Holodomor news round-up – Oct 22 2008
- A sign in memory of Holodomor victims has been unveiled in the French town of Auenheim near Strasbourg.
- A Collection of works by well-known American researcher of the Holodomor James Mace named “Your Dead Have Chosen Me…” was first published in Ukraine. The historian and journalist was the first among western researchers to seriously prove and publicly state that the Holodomor was an act of
genocide of the Ukrainian people. - The “Holodomor: Through The Eyes of Ukrainian Artists” exhibition opened at the Ukrainian House in Kyiv, it consists of artworks assembled over the past 12 years in Ukraine and is the largest exhibition of artworks ever held about the Holodomor.
- U.S. President George Bush has named a delegation to attend events in Ukraine on Saturday marking the 75th anniversary of the Stalin-era famine known as the Holodomor. Twenty-five delegations are expected to attend, however Presidents of Macedonia, Montenegro and Azerbaijan canceled their plans to come.
- The Russian president turned down an invitation to attend commemorative events held in Ukraine in mid-November to mark the 75th anniversary of the famine. “The Russian president humiliates millions of innocent victims of the Famine. Any president has a commitment to respect his country’s history. This is an elementary ethical code,†Yushchenko replied. Ukrainian intellectuals are to send an open letter to Russian President Dmitriy Medvedev expressing their disapproval of his position.
- Citizenship, Immigration and Multiculturalism Minister Jason Kenney will travel today to Kyiv, to mark the 75th anniversary of the Holodomor.

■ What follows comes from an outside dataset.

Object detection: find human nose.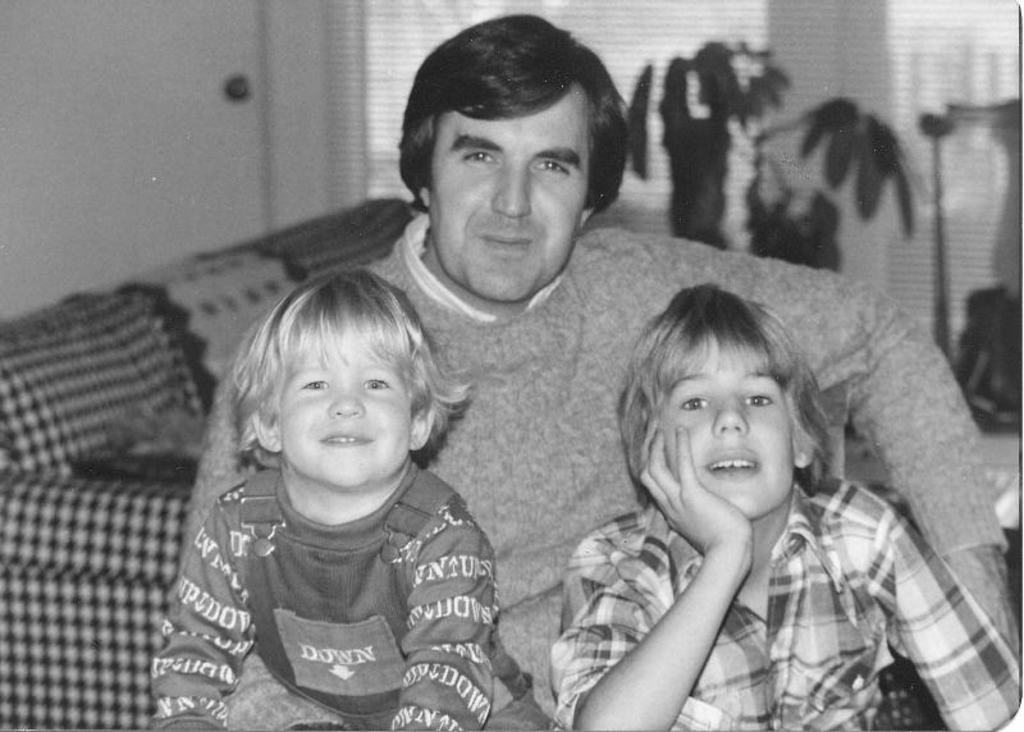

- Georgian President Mikhail Saakashvili will take part in the International Forum My Nation Will Live Forever. The Forum will open on November 22 in Kyiv.
- A presentation of a book entitled “Genocide Crime of the Totalitarian Regime in Ukraine 1932-1933 Holodomor” took place in Zagreb, Croatia.
- One of the lessons learned from the Ukrainian famine is that language and law were manipulated to de-humanize the Ukrainian farmer. Once it was declared that the Ukrainian farmers were not human beings it became possible to justify their deaths through famine.
- The Kyiv city organization of Svoboda All-Ukrainian Union has picketed the Embassy of United Kingdom of Great Britain and Northern Ireland asking that Britain formally recognize the Holodomor.
- A week-long commemoration begins Sunday with a ceremony at the Manitoba Legislature to mark the 75th anniversary of an event known in English as the Ukrainian genocide.